About Yamashita surrender
President Rodrigo Duterte has declared 3rd September of every year as a special working public holiday throughout the country in commemoration of the surrender of the Japanese military forces led by General Tomoyuki Yamashita in Baguio City.
Work and classes are not suspended on special working public holidays. Those who go to work are paid their regular rate, although they can also reflect on how that is better than living through the Japanese occupation, which ended in 1945.
The bill that led to RA 11216 initially proposed a non-working holiday for Baguio City on September 3rd to mark the occasion. Rep. Mark Go (Baguio City), who filed the bill in the 17th Congress said it was fitting to declare a holiday in the city where World War II in the Philippines started and ended.
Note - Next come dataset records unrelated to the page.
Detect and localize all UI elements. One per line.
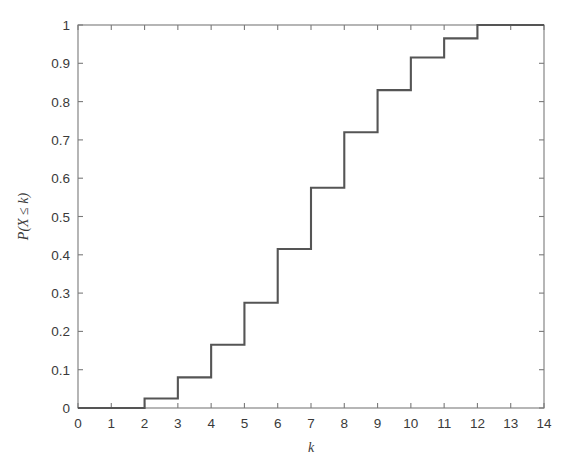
x-tick-label: 1 <box>108 416 116 431</box>
y-tick-label: 0 <box>62 401 70 416</box>
x-tick-label: 0 <box>74 416 82 431</box>
y-tick-label: 0.9 <box>51 56 70 71</box>
x-tick-label: 11 <box>437 416 451 431</box>
x-tick-label: 4 <box>207 416 215 431</box>
y-tick-label: 0.5 <box>51 210 70 225</box>
tick-labels-layer: 0123456789101112131400.10.20.30.40.50.60… <box>51 18 552 431</box>
y-tick-label: 0.8 <box>51 95 70 110</box>
figure-canvas: 0123456789101112131400.10.20.30.40.50.60… <box>0 0 576 466</box>
cdf-step-line <box>78 25 544 408</box>
x-tick-label: 7 <box>307 416 315 431</box>
x-tick-label: 6 <box>274 416 282 431</box>
x-tick-label: 13 <box>503 416 518 431</box>
x-tick-label: 9 <box>374 416 382 431</box>
y-tick-label: 0.2 <box>51 324 70 339</box>
y-axis-title: P(X ≤ k) <box>16 193 32 242</box>
x-axis-title: k <box>308 440 315 455</box>
y-tick-label: 0.1 <box>51 363 70 378</box>
x-tick-label: 10 <box>403 416 418 431</box>
y-tick-label: 0.4 <box>51 248 70 263</box>
y-tick-label: 0.6 <box>51 171 70 186</box>
x-tick-label: 2 <box>141 416 149 431</box>
x-tick-label: 8 <box>341 416 349 431</box>
x-tick-label: 5 <box>241 416 249 431</box>
cdf-step-plot: 0123456789101112131400.10.20.30.40.50.60… <box>0 0 576 466</box>
x-tick-label: 12 <box>470 416 485 431</box>
y-tick-label: 1 <box>62 18 70 33</box>
data-series-layer <box>78 25 544 408</box>
y-tick-label: 0.7 <box>51 133 70 148</box>
x-tick-label: 3 <box>174 416 182 431</box>
x-tick-label: 14 <box>536 416 552 431</box>
y-tick-label: 0.3 <box>51 286 70 301</box>
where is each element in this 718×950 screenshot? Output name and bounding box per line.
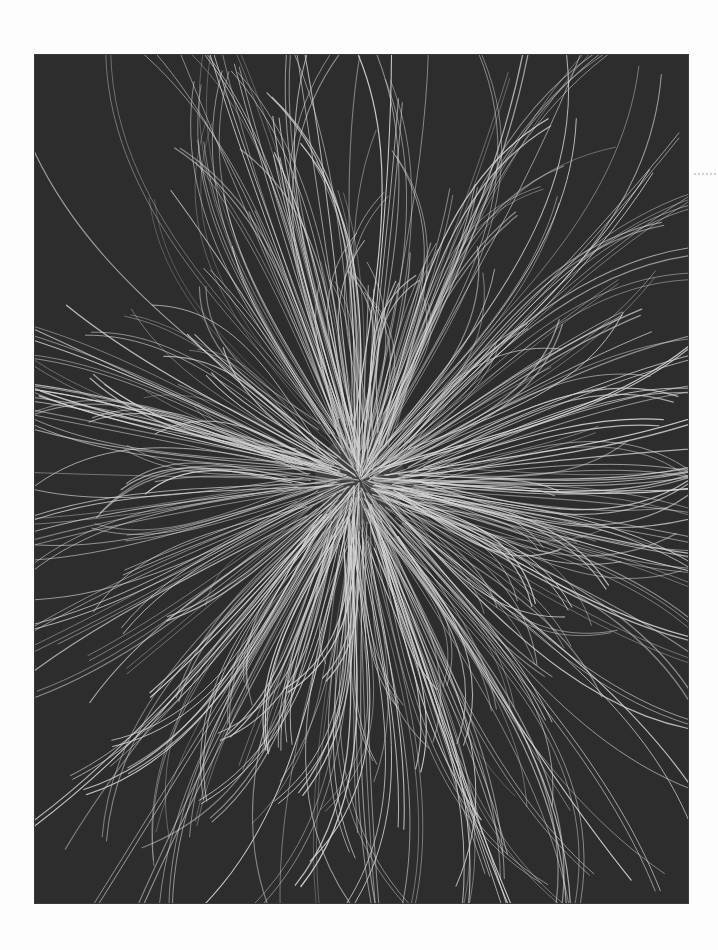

"Many Filipinos are unaware that Baguio was where the Second World War in the Philippines began. After the bombing of the Pearl Harbor, the first casualty of Japanese air raids in Luzon was Camp John Hay together with Manila," Go said in the explanatory note for his bill.
"When the US troops returned, Baguio was again targeted by the first air raid on January 6th 1945. What followed after was an almost daily carpet bombing which nearly destroyed the City of Baguio. US planes bombed the City Hall, Session Road and even the front of the Baguio Cathedral, killing hundreds of civilians who sought shelter inside," Go also said.